The Humana Festival of New American Plays has been a leading home for extraordinary playwrights and their imaginations for more than four decades, making Actors Theatre of Louisville one of the nation's preeminent powerhouses for new play development.
A legend of improvisational theater, Del Close is best known for discovering and cultivating the talents of John Belushi, Chris Farley, Bill Murray, Mike Meyers, and countless other comedy giants.
In this landmark collection of essays, renowned classicist Charles Segal offers detailed analyses of major texts from archaic and early classical Greek poetry; in particular, works of Alcman, Mimnermus, Sappho, Pindar, Bacchylides, and Corinna.
As early modernists with an interest in the literary culture of Shakespeare's time, we work in a field that contains many significant losses: of texts, of contextual information, of other forms of cultural activity.
This book charts how promotional campaigns in which Bernard Shaw participated were key crucibles within which agency and personality could re-negotiate their relationship to one another and to the consuming public.
Curating material from Applauses Shakescenes: Shakespeare for Two by John Russell Brown, Once More unto the Speech, Dear Friends by Neil Freeman, The Applause Shakespeare Library, and Applause First Folio Editions, weve created the must-have workbook series for Shakespeare plays.
Samuel Beckett's work is littered with ironic self-reflexive comments on presumed audience expectations that it should ultimately make explicable sense.
This book critically engages with the study of theatre and performance in colonial India, and relates it with colonial (and postcolonial) discussions on experience, freedom, institution-building, modernity, nation/subject not only as concepts but also as philosophical queries.
This book examines the influence of the early modern period on Antonin Artaud's seminal work The Theatre and Its Double, arguing that Elizabethan and Jacobean drama and their early modern context are an integral part of the Theatre of Cruelty and essential to its very understanding.
Shakespearean Genealogies of Power proposes a new view on Shakespeare's involvement with the legal sphere: as a visible space between the spheres of politics and law and well able to negotiate legal and political, even constitutional concerns, Shakespeare's theatre opened up a new perspective on normativity.
The 2013 winner of the DC Horn Foundation/Yale Drama Series Prize In this darkly comic exploration of loss, intimacy, and motherhood, three women are joined by a baby who never lived.
Adapted by Alexandre Dumas from a script by Auguste Maquet, BATHILDA tells the story of a woman who's raped by Marcel, and becomes his lover for a time.
While French writer Alexandre Dumas is best-known for The Three Musketeers and The Count of Monte Cristo, many critics consider his Marie-Antoinette novels to be his greatest achievement.
A Yale Drama Series-winning play about self-defense, desire, and healing in the aftermath of a college rape Seven college students gather for a DIY self-defense workshop after a sorority sister is raped.
This book focuses on two important topics in Shaw's Major Barbara and Pygmalion that have received little attention from critics: language and metadrama.
My TWP Plays presents five important plays written by Jack Winter while he was resident playwright at Toronto Workshop Productions, one of the first great troupes of the experimental and alternative theatre movement.
The Metamorphoses of Commedia dell'Arte traces the steps by which Commedia has been transformed by cultural contact outside Italy into popular forms which bear little resemblance to the original.
Figure du promeneur solitaire ou enjambée pleine d'allant, ces nouvelles rêveries se nourrissent de l'appétit de jeunesse, de quelques déconvenues et de rencontres improbables.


• WHAT IS REQUIRED:
The answer should be an exact repeat of the stretch of material below from the line containing "The height and width of the screenshot is (206, 417)." through the line containing "This screenshot has".
═══ EXERCISE DATA
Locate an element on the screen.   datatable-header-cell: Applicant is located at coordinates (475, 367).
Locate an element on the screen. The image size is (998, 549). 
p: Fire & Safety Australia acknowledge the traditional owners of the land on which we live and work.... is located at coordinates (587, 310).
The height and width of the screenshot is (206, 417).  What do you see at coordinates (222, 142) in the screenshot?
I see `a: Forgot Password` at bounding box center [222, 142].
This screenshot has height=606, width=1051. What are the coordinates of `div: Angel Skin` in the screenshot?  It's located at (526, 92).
══════
═══ EXERCISE DATA
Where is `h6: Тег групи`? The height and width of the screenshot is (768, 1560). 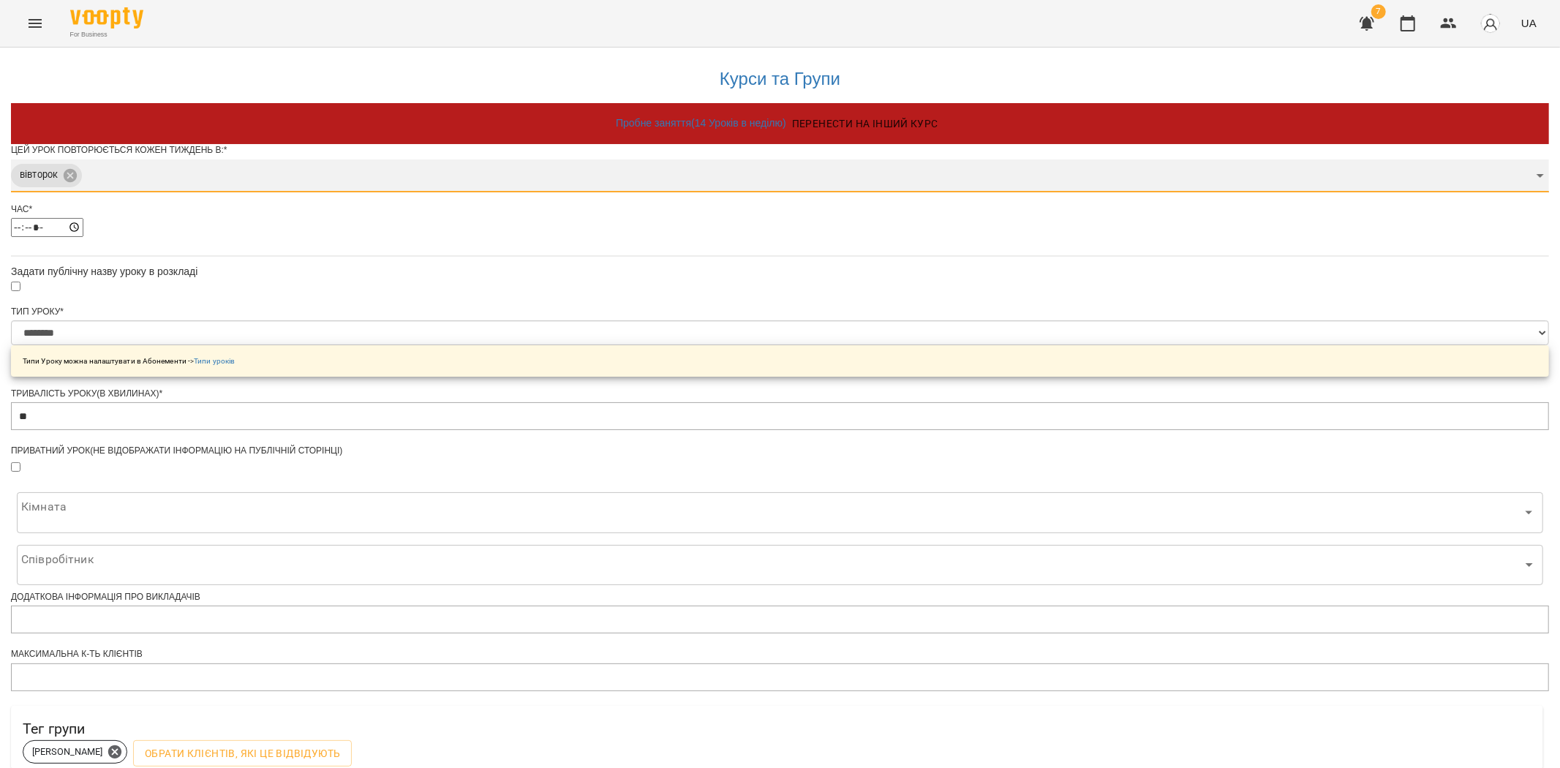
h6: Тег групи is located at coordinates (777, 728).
══════
• TASK SOLUTION:
The height and width of the screenshot is (206, 417).  What do you see at coordinates (222, 142) in the screenshot?
I see `a: Forgot Password` at bounding box center [222, 142].
This screenshot has height=606, width=1051. What are the coordinates of `div: Angel Skin` in the screenshot?  It's located at (526, 92).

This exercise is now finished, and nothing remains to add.